What did that mean: couldn’t bear any trouble between him and Sir Henry? Did it mean that any such trouble might compromise the relations between her and himself, and that that was what she couldn’t bear? Odd, flattering, insidious, specious implication! He leaned closer to her:

“What would you like me to do?”

Intimacy was suddenly increased. How was it that they had become so intimate in a dozen hours of spasmodic intercourse? He knew. It was because they had gone off together on a romantic excursion in what was for her the middle of the night. One visit to strange Smithfield before dawn would create more familiarity, demolish more barriers between soul and soul, than ten exquisite dinners exquisitely served within the trammels of a polite code. . . . Never again could they be mere acquaintances.

“Couldn’t you ask daddy to dinner to-night—and me? He’d appreciate it frightfully.”

Evelyn was astounded afresh. What on earth would the incredible girl say next? He could not phrase a reply.
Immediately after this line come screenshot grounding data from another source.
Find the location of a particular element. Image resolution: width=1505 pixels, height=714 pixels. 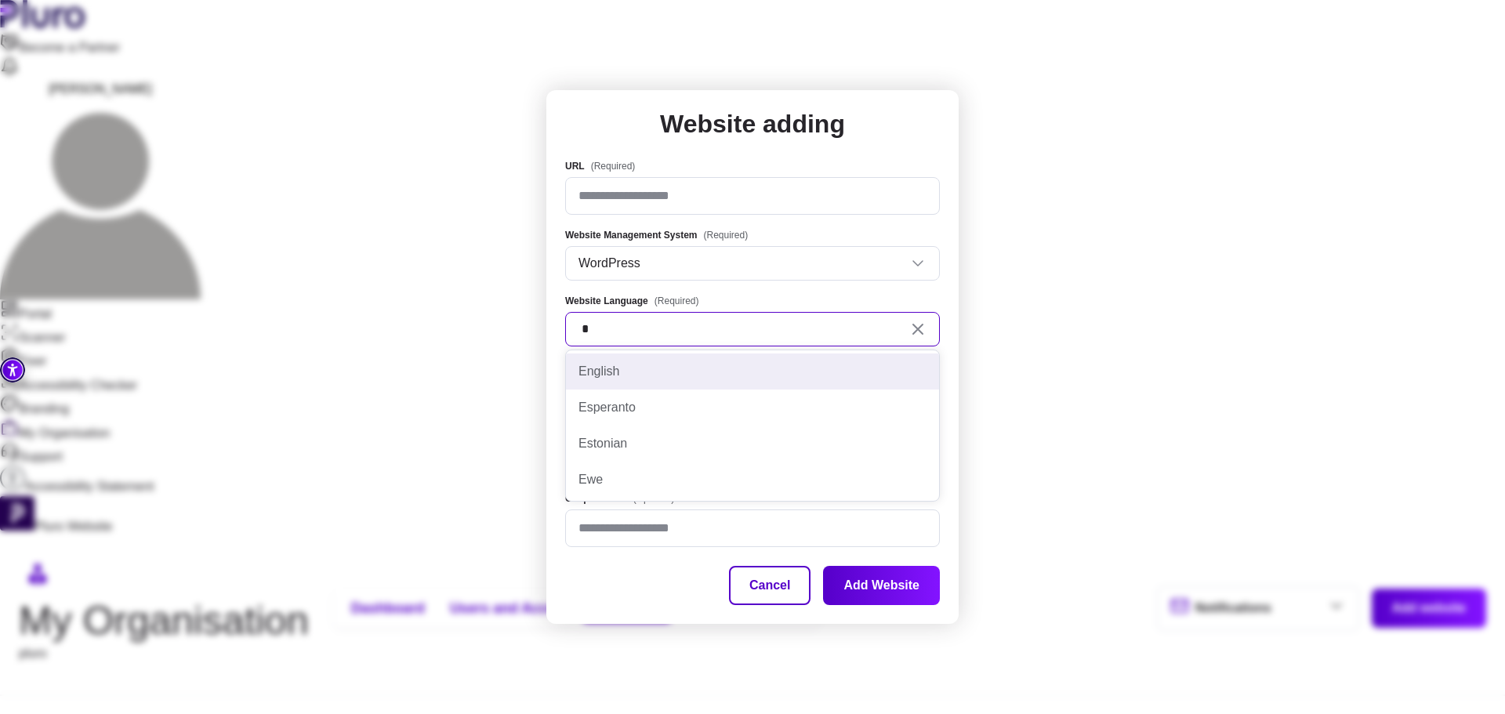

input: Coupon Code is located at coordinates (752, 528).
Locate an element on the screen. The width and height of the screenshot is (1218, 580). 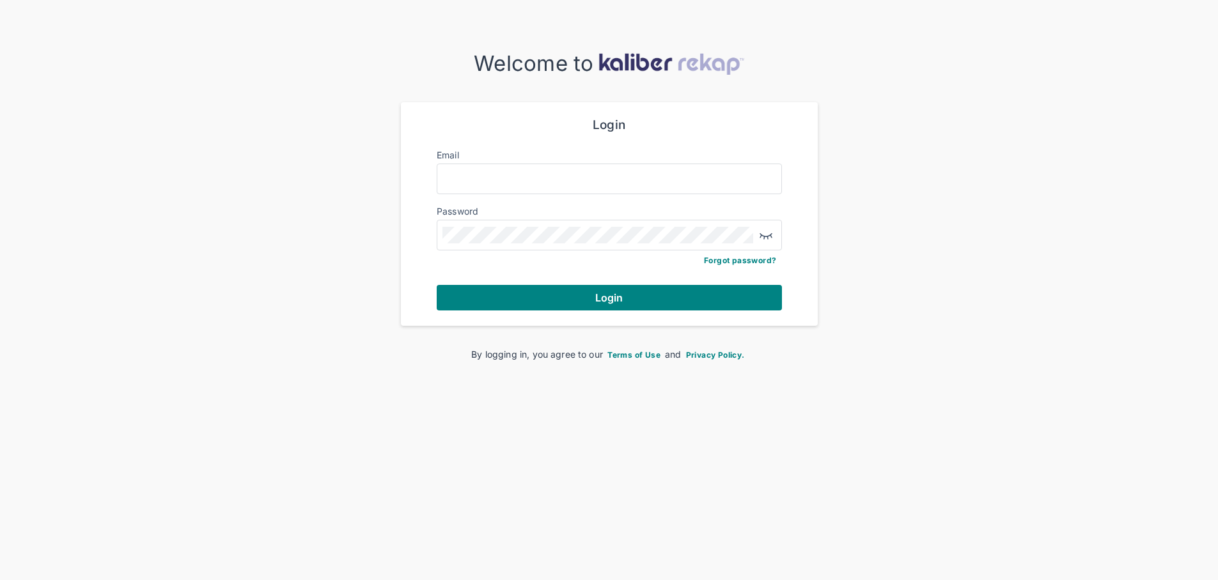
img: eye-closed.fa43b6e4.svg is located at coordinates (766, 235).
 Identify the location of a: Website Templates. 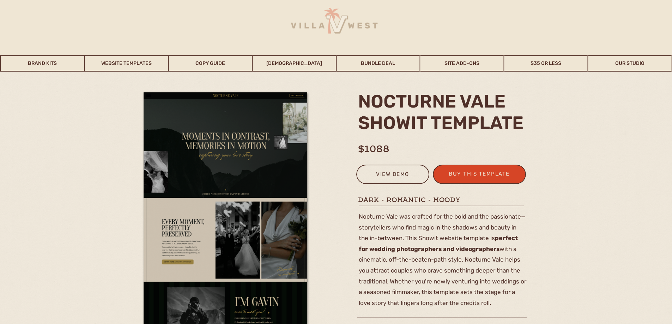
(126, 63).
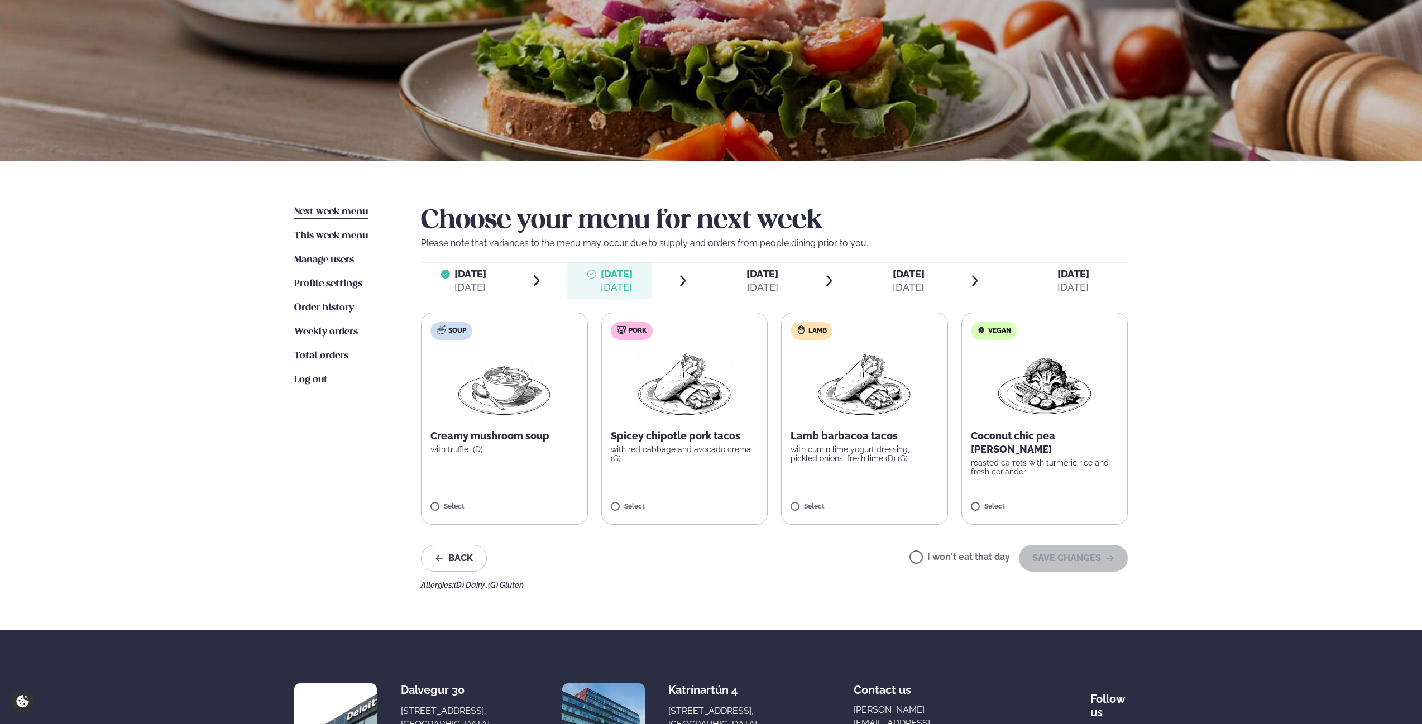 The image size is (1422, 724). What do you see at coordinates (331, 236) in the screenshot?
I see `a: This week menu` at bounding box center [331, 236].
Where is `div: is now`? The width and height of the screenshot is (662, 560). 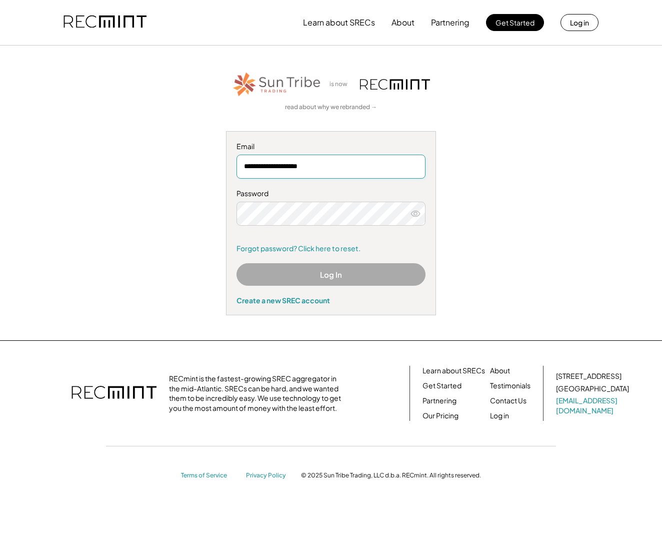 div: is now is located at coordinates (341, 84).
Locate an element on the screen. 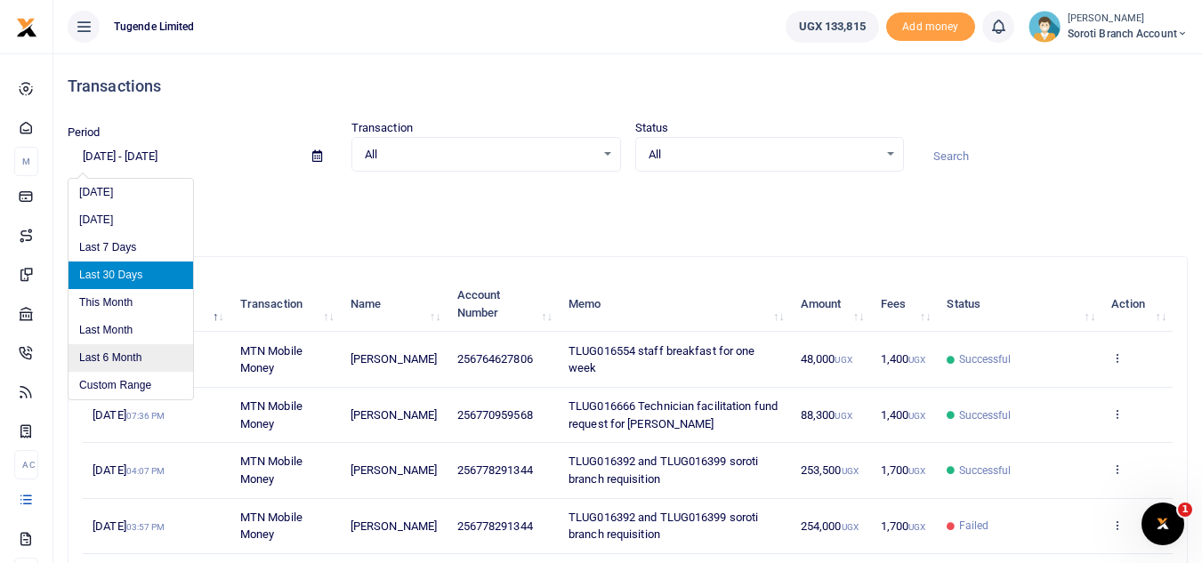 This screenshot has height=563, width=1202. span: 48,000 is located at coordinates (826, 358).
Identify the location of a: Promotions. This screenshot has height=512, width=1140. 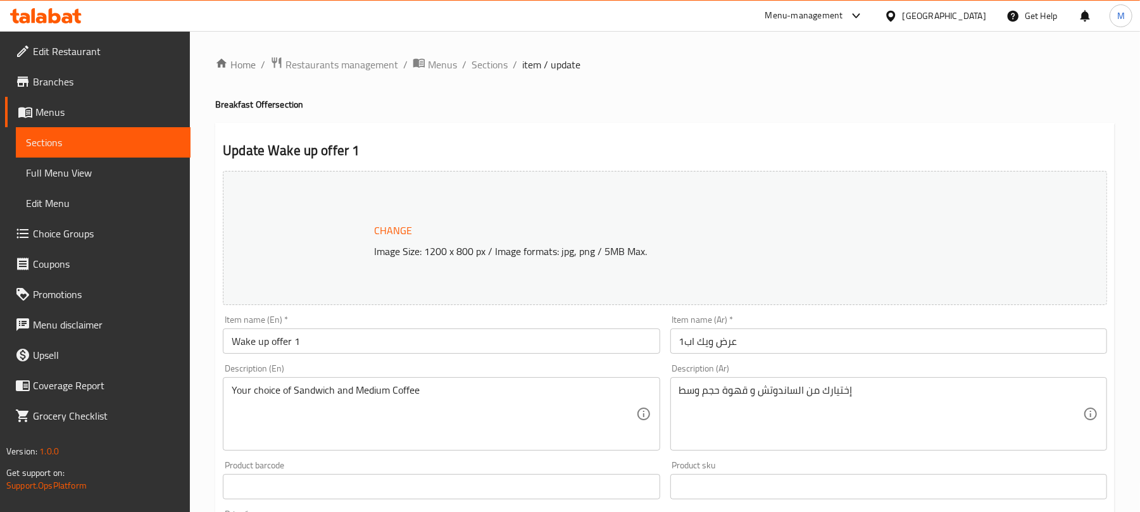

Fortunately at this juncture four men entered the bar. They were clad somewhat in the style of Mr. Cyril Purkin, but more flashily. They had glittering watch-chains, jewelled rings, rakish hats and neckties and tie-pins, and assurance. If not prosperous, they looked prosperous. They glanced casually at Evelyn and Gracie, and glanced away. Men of the world, whom vast experience of the world had carried far beyond the narrow curiosity of hard-working persons—persons who had to look twice at sixpence. Evelyn was decidedly more interested in them than they were interested in him and Gracie. They leaned against the counter, called ‘Jock,’ ‘Jock,’ and when Jock came they ordered four double whiskies. They were discussing the day’s racing. Then they talked about the secret significance of ‘acceptances.’ They sipped the whiskies.